I stayed quiet. I liked Laxmi and Miriam. They were good people and Fischer was right—fully involved in this mess as much as we were. Maybe more because both of them came with wings and swords now. I also had the feeling the two of them knew more than they were sharing with us.
“She suggested that we’re seeing people’s sins on their skin.”
I rolled my eyes and let out a breath, and then stared at Fischer. “I didn’t want to hear that, but that was the conclusion I was coming to myself. We’re seeing the evil that people do on their skin. It’s unsettling.”

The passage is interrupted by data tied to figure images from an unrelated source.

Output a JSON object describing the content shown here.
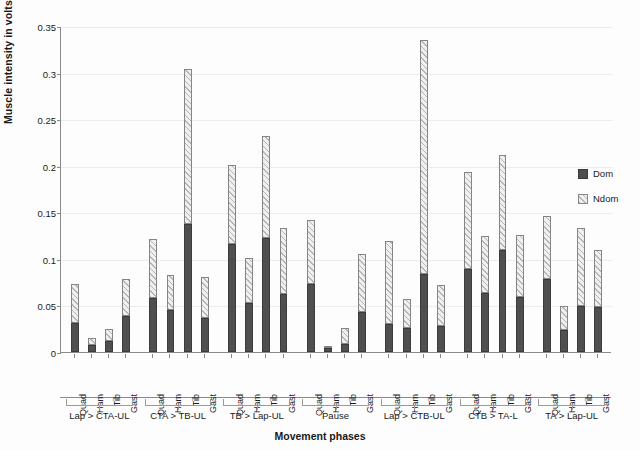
{
  "chart_data": {
    "type": "bar",
    "title": "",
    "subtitle": "",
    "xlabel": "Movement phases",
    "ylabel": "Muscle intensity in volts",
    "ylim": [
      0,
      0.35
    ],
    "ytick_labels": [
      "0.35",
      "0.3",
      "0.25",
      "0.2",
      "0.15",
      "0.1",
      "0.05",
      "0"
    ],
    "ytick_values": [
      0.35,
      0.3,
      0.25,
      0.2,
      0.15,
      0.1,
      0.05,
      0
    ],
    "grid": "horizontal",
    "stacked": true,
    "legend_position": "right",
    "legend": [
      "Dom",
      "Ndom"
    ],
    "colors": {
      "dom": "#4f4f4f",
      "ndom": "#efefef",
      "ndom_hatch": "#b6b6b6",
      "axis": "#8a8a8a",
      "gridline": "#ececec",
      "text": "#1a1a1a"
    },
    "muscles": [
      "Quad",
      "Ham",
      "Tib",
      "Gast"
    ],
    "groups": [
      "Lap > CTA-UL",
      "CTA > TB-UL",
      "TB > Lap-UL",
      "Pause",
      "Lap > CTB-UL",
      "CTB > TA-L",
      "TA > Lap-UL"
    ],
    "series": [
      {
        "name": "Dom",
        "values": [
          0.031,
          0.008,
          0.012,
          0.039,
          0.058,
          0.045,
          0.137,
          0.037,
          0.116,
          0.053,
          0.122,
          0.062,
          0.073,
          0.004,
          0.009,
          0.043,
          0.03,
          0.026,
          0.084,
          0.028,
          0.089,
          0.063,
          0.11,
          0.059,
          0.078,
          0.024,
          0.049,
          0.048
        ]
      },
      {
        "name": "Ndom",
        "values": [
          0.042,
          0.007,
          0.013,
          0.039,
          0.063,
          0.038,
          0.167,
          0.044,
          0.085,
          0.048,
          0.11,
          0.071,
          0.069,
          0.003,
          0.017,
          0.062,
          0.089,
          0.031,
          0.251,
          0.044,
          0.104,
          0.062,
          0.102,
          0.067,
          0.068,
          0.025,
          0.084,
          0.061
        ]
      }
    ],
    "totals": [
      0.073,
      0.015,
      0.025,
      0.078,
      0.121,
      0.083,
      0.304,
      0.081,
      0.201,
      0.101,
      0.232,
      0.133,
      0.142,
      0.007,
      0.026,
      0.105,
      0.119,
      0.057,
      0.335,
      0.072,
      0.193,
      0.125,
      0.212,
      0.126,
      0.146,
      0.049,
      0.133,
      0.109
    ]
  }
}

He let out a sigh. “Unsettling is probably an understatement. I lost it with a patient this morning. I’m sure she’s off fucking Pedro the pool boy right now and trying to find a doctor who w
ill just give her the pills she wants.”
“I just kicked an investor out of my start up for the deceitful contract that they wanted me to sign for them to join the company. The words were there in the contract, dancing at me, trying to get my attention.”
We both sat quietly at the table, just nursing the whiskey for a few minutes.
“Thoughts?” I asked.
“Our daughter has wings,” Fischer stated.

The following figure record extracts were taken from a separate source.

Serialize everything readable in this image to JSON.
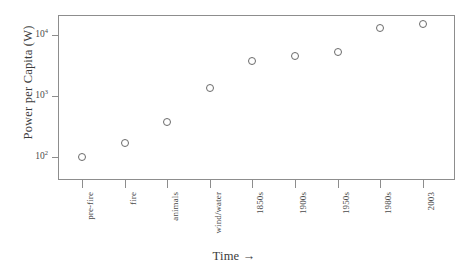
{
  "chart_data": {
    "type": "scatter",
    "title": "",
    "xlabel": "Time →",
    "ylabel": "Power per Capita (W)",
    "categories": [
      "pre-fire",
      "fire",
      "animals",
      "wind/water",
      "1850s",
      "1900s",
      "1950s",
      "1980s",
      "2003"
    ],
    "values": [
      100,
      170,
      380,
      1350,
      3700,
      4500,
      5200,
      13000,
      15000
    ],
    "yscale": "log",
    "ylim": [
      60,
      30000
    ],
    "ytick_values": [
      100,
      1000,
      10000
    ],
    "ytick_labels": [
      "10²",
      "10³",
      "10⁴"
    ],
    "ytick_mantissas": [
      "10",
      "10",
      "10"
    ],
    "ytick_exponents": [
      "2",
      "3",
      "4"
    ],
    "grid": false,
    "legend": false,
    "marker": "open-circle",
    "marker_color": "#6a6a6a",
    "frame_color": "#8d8d8d",
    "text_color": "#4a4a4a",
    "background": "#ffffff"
  },
  "axes": {
    "y_title": "Power per Capita (W)",
    "x_title": "Time →"
  }
}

“And a sword,” I reminded him.
“We can see…well…sins and transgressions on the skin,” he continued a moment later. “Have we asked Wren if anything unusual has happened to her?”
“Aside from handing Mjolnir over to Ellie?” I asked. “No. I haven’t. But Laxmi, Miriam, and Haden all insisted she and Miriam hand that sword over, so there’s something going on here.”

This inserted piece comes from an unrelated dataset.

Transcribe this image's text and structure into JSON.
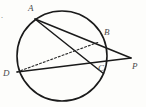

“We should probably chat with her about it,” Fischer said.
I snorted. “Fisch, there is only one thing we do with our mouths around her.”
Scrubbing a hand through his hair, he smirked. “You’re right. We have got to stop that. We need to build a relationship here.”
“Can’t we do that first and then talk?”
“Because we’re not all fucked out and falling asleep every night?”
I laughed, hard. “Fischer, stop making sense.”
“Believe me, Linc. There is nothing more I want in this world than to make her scream every night. But we have got to establish a relationship, clear up our communication. If something is really going on here? We’re going to need to have clear, open conversations. And she can’t do that in most of the positions she likes.”
I grumbled. Just the thought of slipping into bed with Wren was getting me hard. I closed my eyes and thought about that vicious anaconda I couldn’t be sure I didn’t react to.
Erection, defeated.
“You’re right. I know you’re right. We need to talk. About all of this, about wings and swords and weird friends. We’re just going to have to force ourselves to stay at the table after the twins go to bed.”
He cocked his head. “You want to include Ellie?”
“She’s got wings,” I reminded him.
Fischer maked a ‘go on’ motion with his hand. “And a sword, right, right.” He sighed. “You’re right. She needs to be in on the communication. It will also help keep us from constantly pulling Wren into bed.”